Gaslands was initially written with much the same design principles as Axles And Alloys*: a madcap and explosive car chase around a post-apocalyptic wasteland for no reason other than the love of watching ramshackle cars pull doughuts and then explode.
* which I only discovered recently in doing my proper ludography for Gaslands.
Axles and Alloys II is a game of stupid automotive combat using Matchbox and Hot Wheels cars converted into post-apocalyptic, crudely armoured, gun-toting wagons. Which then proceed to chase each other around a radioactive desert landscape attempting to destroy each other for absolutely no bloody good reason whatsoever.
Hell yeah!
As is was first written, Gaslands (in the author’s humble but biased opinion) does a pretty decent job of delivering a game that 3-6 players can all learn in about 5mins and be guffawing over for 45mins whilst they chase that last little tinker around the board trying to bring their final flamethrower round to bear on him.
Now that the game has been picked up for publication by Osprey Wargames (thanks again guys!), it cannot remain a 12-page long “Minimum Viable Game“. No, here is a fantastic opportunity to expand the game, and explore some things that I think are missing from the car combat market right now.
In the grand tradition of those games we loved in the 90s, Gaslands cries out for the ablity to create and evolve a gang or team of models over many games. The stuggle for survival in a post-apocalyptic wasteland naturally fits with a campaign system. The mechanical repairing and customising of automobiles naturally fits with an upgrades and long-term damage system, suffering battle-damage and bolting on new improvised weapons. The wild-eyed drivers of these death-cars are a natural fit for an experience and skill-tree system. As far as I can make see, none of the car racing/battling games that I have looked at provide this, and not in the way that I would want.
Thinking back to the futuristic car games we played as kids (both on the tabletop, but also as videogames), John suggested the idea of introducing a racing season structure to the game. Races are a natural candidate for a scenario that I had already considered, but the idea of actually building the campaign and progress system around a racing team, which is struggling to scrape together enough resources in between races to compete in the next, was his, and I think it’s got legs (/wheels).
This idea excites me for lots of reasons. One is that it naturally explains why a player might have several vehicals and might care about them dearly. Secondly, it provides a clear campaign victory condition, more compelling than “be the most powerful gang”. Thirdly, it provides interesting options for varied gaming across the campaign: if all your players are present one night, play a full race; if only a couple can make it, have a wasteland scrap for resources and experience. Fourthly, it provides some interesting thematic options for additional systems or mini-games, which I’ll talk about more in future posts, based around the idea that there might be a captive audience for these races.
The campaign and progress system is just sketches in my notebook at the moment, and I want to nail down the basic one-off format of the game first, but I’m extremely excited to get the first version into the hands of the playtesters and have them start making some epic racing history.
If you’d like to help make this thing a reality, head on to the playtesting forum and let me know!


ASSIGNED TASK
Every entry below should be transcribed exactly; pictures stay out of the copy.

Data items
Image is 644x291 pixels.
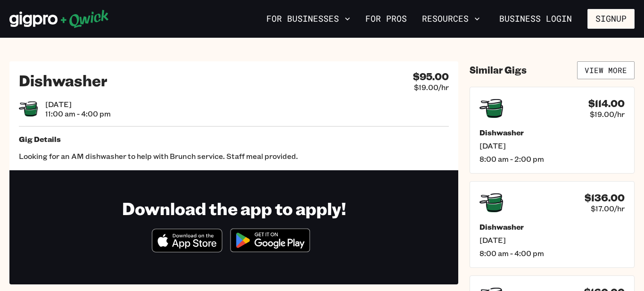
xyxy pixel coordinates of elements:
[224,223,316,258] img: Get it on Google Play
[19,152,449,161] p: Looking for an AM dishwasher to help with Brunch service. Staff meal provided.
[19,134,449,144] h5: Gig Details
[470,87,635,174] a: $114.00$19.00/hrDishwasher[DATE]8:00 am - 2:00 pm
[479,249,625,258] span: 8:00 am - 4:00 pm
[577,61,635,79] a: View More
[479,222,625,231] h5: Dishwasher
[45,109,111,118] span: 11:00 am - 4:00 pm
[491,9,580,29] a: Business Login
[19,71,108,89] h2: Dishwasher
[591,204,625,213] span: $17.00/hr
[590,110,625,119] span: $19.00/hr
[479,235,625,245] span: [DATE]
[588,98,625,110] h4: $114.00
[479,128,625,137] h5: Dishwasher
[413,71,449,82] h4: $95.00
[362,11,411,27] a: For Pros
[263,11,354,27] button: For Businesses
[414,82,449,92] span: $19.00/hr
[587,9,635,29] button: Signup
[585,192,625,204] h4: $136.00
[470,64,527,76] h4: Similar Gigs
[418,11,484,27] button: Resources
[152,245,223,254] a: Download on the App Store
[470,181,635,268] a: $136.00$17.00/hrDishwasher[DATE]8:00 am - 4:00 pm
[122,198,346,219] h1: Download the app to apply!
[479,154,625,164] span: 8:00 am - 2:00 pm
[45,100,111,109] span: [DATE]
[479,141,625,151] span: [DATE]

SOLUTION
Image is 644x291 pixels.
xyxy pixel coordinates of elements:
[224,223,316,258] img: Get it on Google Play
[19,152,449,161] p: Looking for an AM dishwasher to help with Brunch service. Staff meal provided.
[19,134,449,144] h5: Gig Details
[470,87,635,174] a: $114.00$19.00/hrDishwasher[DATE]8:00 am - 2:00 pm
[479,249,625,258] span: 8:00 am - 4:00 pm
[577,61,635,79] a: View More
[479,222,625,231] h5: Dishwasher
[45,109,111,118] span: 11:00 am - 4:00 pm
[491,9,580,29] a: Business Login
[19,71,108,89] h2: Dishwasher
[591,204,625,213] span: $17.00/hr
[590,110,625,119] span: $19.00/hr
[479,235,625,245] span: [DATE]
[588,98,625,110] h4: $114.00
[479,128,625,137] h5: Dishwasher
[413,71,449,82] h4: $95.00
[362,11,411,27] a: For Pros
[263,11,354,27] button: For Businesses
[414,82,449,92] span: $19.00/hr
[587,9,635,29] button: Signup
[585,192,625,204] h4: $136.00
[470,64,527,76] h4: Similar Gigs
[418,11,484,27] button: Resources
[152,245,223,254] a: Download on the App Store
[470,181,635,268] a: $136.00$17.00/hrDishwasher[DATE]8:00 am - 4:00 pm
[122,198,346,219] h1: Download the app to apply!
[479,154,625,164] span: 8:00 am - 2:00 pm
[45,100,111,109] span: [DATE]
[479,141,625,151] span: [DATE]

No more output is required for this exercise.